The fact a popular song satirising Kaczyński, called "Your pain is greater than ours", was silenced on public radio is another sign of the new Poland, a member of the Polish judges' association, Iustitia, Joanna Hetnarowicz-Sikora, also said.
The committee hearing was the latest in a long, long line of European Parliament (EP) meetings bemoaning what Kaczyński has done to the Polish judiciary since his party, Law and Justice (PiS), came to power in 2015.
The European Commission has also instigated court cases and triggered a sanctions process to try to halt his crackdown on independent judges.
And some member states are keen to punish Poland, as well as Hungary and other democratic backsliders, by cuts in EU funds.
"If a judge loses his independence, he's not a judge any more ... he becomes a sort of legal expert," Igreja Matos said on Monday.
"Several countries in central and eastern Europe have dropped even the pretence of rule of law," he said.
"There's a danger of a copy-paste phenomenon of what we're seeing in Poland and Hungary to other member states," Igreja Matos, who led a protest march of hundreds of judges from around Europe in Warsaw earlier this year, also said.
Kaczyński was now easing lockdown measures, for instance to allow weddings.
But laws forbidding two or more people to gather in the street in protest rallies have stayed in place, Hetnarowicz-Sikora noted.
The pandemic had given rise to "dystopian temptations" in Hungary and Poland, Igreja Matos added.

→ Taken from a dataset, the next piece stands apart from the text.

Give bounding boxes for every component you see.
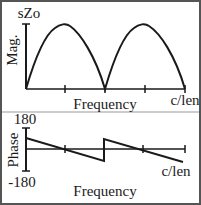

He quoted medieval Italian writer Dante Alighieri to say one of "the hottest places in hell" was reserved for those who remained neutral in times of crisis.
Place in hell
"We are in a rule of law crisis," in Europe, Sophie in 't Veld, the EP rapporteur on Poland, also said on Monday.
"Poland has become a travesty of democracy under PiS," she added, listing also Kaczyński's attacks on electoral norms, gay rights, women's rights, and academic freedom in Poland as markers of how un-European it already was.
Taken together, it showed that PiS "did not want to be an EU member anymore", she said.
The judges and other liberal and left-wing MEPs in Monday's talks urged the commission to speed up legal action against Warsaw and to slash Poland's EU funds.
But the largest EP group, the centre-right European People's Party (EPP), which counts Hungarian prime minister Viktor Orban in its ranks, was content for the commission to keep on "monitoring" the Polish situation to see what happened next.
The Polish government, as usual, denied wrongdoing and said the EU had no legal right to "interfere" on national judicial reform.
And it was supported, as usual, by eurosceptic and far-right MEPs.
"We've ben talking about if for four years now and it seems that the Polish government doesn't care at all [what EU institutions think]," in 't Veld said.